Biden’s personal “defensive crouch” on foreign policy really began in the aftermath of the Gulf War, which he had initially opposed. From then on, Biden strove to be reliably hawkish on foreign policy on the assumption that this was the politically safe position to take. He supported Clinton’s military interventions in the 1990s, and then voted to authorize the invasion of Iraq under Bush. When he joined the Democratic ticket in 2008, Biden was the conventional hawkish establishment figure included to “balance” Obama’s anti-war rhetoric.
Even Barack Obama, who came closer to getting out of the crouch than any previous Democratic president had, conducted a foreign policy that sought to silence hawkish criticisms by giving the hawks most of what they wanted on many issues. Even when he pursued engagement, he usually did it by piling on sanctions first, and he still felt the need to compensate for engagement with Iran by setting a record in weapons sold to Middle Eastern clients.
Obama made a habit of initially resisting hawkish demands only to give in to them a bit later in slightly watered-down form. He ridiculed the Washington “playbook” for military action, but he involved the U.S. in multiple wars without Congressional authorization after explicitly denying that the president could do that when he was a candidate. Republican hawks rarely credited him for these actions, and they just agitated for ever more aggressive policies while continuing to accuse him of “retreating” from the world.
The Obama administration’s experience may be the best evidence we have that there is no point for Democrats to staying in the “defensive crouch” on foreign policy. Even though Obama ran a mostly conventional center-left foreign policy, he was constantly attacked for “apologizing” for America, rejecting American exceptionalism, and abandoning allies. It didn’t matter that none of these attacks was true. Obama’s frequent uses of force, his explicit affirmation of American exceptionalism, and his disastrous indulgence of U.S. clients in the name of “reassurance” did not protect him or his foreign policy agenda from the hawks’ inevitable bad faith attacks.

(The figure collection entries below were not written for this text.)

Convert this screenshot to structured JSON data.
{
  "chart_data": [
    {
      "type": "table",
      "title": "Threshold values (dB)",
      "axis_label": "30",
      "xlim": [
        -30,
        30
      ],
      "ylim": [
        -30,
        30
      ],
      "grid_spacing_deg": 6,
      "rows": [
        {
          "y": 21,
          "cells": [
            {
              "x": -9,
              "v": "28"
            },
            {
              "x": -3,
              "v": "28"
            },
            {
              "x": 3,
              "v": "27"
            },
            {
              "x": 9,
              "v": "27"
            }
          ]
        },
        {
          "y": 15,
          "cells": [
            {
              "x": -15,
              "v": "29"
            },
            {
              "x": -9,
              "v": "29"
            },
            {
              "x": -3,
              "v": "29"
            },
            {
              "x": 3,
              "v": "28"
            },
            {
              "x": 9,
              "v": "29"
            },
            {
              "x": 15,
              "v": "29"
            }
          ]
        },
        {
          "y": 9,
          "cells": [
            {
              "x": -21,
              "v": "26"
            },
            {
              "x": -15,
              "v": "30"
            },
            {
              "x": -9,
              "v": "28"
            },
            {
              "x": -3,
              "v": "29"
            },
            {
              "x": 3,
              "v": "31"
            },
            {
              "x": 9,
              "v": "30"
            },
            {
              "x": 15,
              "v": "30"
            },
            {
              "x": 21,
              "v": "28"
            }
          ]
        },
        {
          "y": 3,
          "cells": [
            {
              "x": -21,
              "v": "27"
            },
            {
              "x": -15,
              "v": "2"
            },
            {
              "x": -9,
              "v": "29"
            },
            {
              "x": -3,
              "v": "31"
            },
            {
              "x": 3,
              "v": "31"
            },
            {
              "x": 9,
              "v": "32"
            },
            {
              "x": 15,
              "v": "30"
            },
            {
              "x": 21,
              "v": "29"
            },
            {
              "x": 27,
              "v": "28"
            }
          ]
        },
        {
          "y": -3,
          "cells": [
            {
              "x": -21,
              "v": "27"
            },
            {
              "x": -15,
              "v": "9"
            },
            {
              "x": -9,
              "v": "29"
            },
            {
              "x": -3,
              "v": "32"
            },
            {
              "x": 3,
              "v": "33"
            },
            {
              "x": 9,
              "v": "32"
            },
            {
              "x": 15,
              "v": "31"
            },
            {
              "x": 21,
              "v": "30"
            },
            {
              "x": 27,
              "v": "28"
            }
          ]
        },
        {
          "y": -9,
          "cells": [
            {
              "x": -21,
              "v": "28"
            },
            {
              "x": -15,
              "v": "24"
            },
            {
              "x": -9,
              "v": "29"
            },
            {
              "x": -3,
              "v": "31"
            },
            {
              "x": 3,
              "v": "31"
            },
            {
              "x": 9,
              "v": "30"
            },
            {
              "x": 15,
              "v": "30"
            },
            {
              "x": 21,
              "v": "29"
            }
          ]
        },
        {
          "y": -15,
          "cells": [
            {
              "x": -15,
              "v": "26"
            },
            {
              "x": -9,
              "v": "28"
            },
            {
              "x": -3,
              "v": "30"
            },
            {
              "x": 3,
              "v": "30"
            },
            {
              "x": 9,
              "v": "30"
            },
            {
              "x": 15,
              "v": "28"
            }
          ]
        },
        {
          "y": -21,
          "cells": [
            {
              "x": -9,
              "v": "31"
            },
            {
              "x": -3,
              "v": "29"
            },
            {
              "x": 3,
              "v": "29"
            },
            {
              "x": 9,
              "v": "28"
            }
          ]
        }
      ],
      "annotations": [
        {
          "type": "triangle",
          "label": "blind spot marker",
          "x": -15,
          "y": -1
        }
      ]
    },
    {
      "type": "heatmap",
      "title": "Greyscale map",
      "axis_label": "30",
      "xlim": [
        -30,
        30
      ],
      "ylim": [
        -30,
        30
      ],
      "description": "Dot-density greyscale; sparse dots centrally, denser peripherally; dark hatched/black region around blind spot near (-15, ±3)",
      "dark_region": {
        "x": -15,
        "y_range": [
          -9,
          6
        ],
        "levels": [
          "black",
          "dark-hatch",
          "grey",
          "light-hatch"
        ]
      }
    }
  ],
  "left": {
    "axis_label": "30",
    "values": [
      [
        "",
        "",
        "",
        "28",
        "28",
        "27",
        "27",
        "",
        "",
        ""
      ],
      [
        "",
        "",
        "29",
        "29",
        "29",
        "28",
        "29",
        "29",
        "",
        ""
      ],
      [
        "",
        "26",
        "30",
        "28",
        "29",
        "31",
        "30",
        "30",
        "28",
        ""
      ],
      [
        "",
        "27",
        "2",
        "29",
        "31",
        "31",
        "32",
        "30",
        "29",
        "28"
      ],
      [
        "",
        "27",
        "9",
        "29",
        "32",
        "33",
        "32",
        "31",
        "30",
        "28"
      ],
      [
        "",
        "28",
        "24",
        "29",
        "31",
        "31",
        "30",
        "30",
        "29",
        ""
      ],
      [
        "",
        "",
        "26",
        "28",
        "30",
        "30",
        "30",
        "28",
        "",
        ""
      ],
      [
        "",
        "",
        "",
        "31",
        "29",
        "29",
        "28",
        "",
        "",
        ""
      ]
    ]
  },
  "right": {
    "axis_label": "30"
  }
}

That is the basic problem with letting your opponents set the terms and limits of debate. Hawks will repeat the same attacks on Democratic administrations no matter what they do or don’t do, so they may as well follow through on their campaign promises and reject the policies that they know to be failures. Biden ought to rejoin the JCPOA as soon as possible and stop worrying about what hawkish saboteurs will say about it. He should honor his commitment to treat Saudi Arabia like a “pariah” because of the crimes of the crown prince and their government. Instead of continuing failed Trump-era policies, he should be overturning them and building something better in their place. “Diplomacy is back” shouldn’t just be an applause line, but rather a statement of how Biden will govern differently from his predecessor.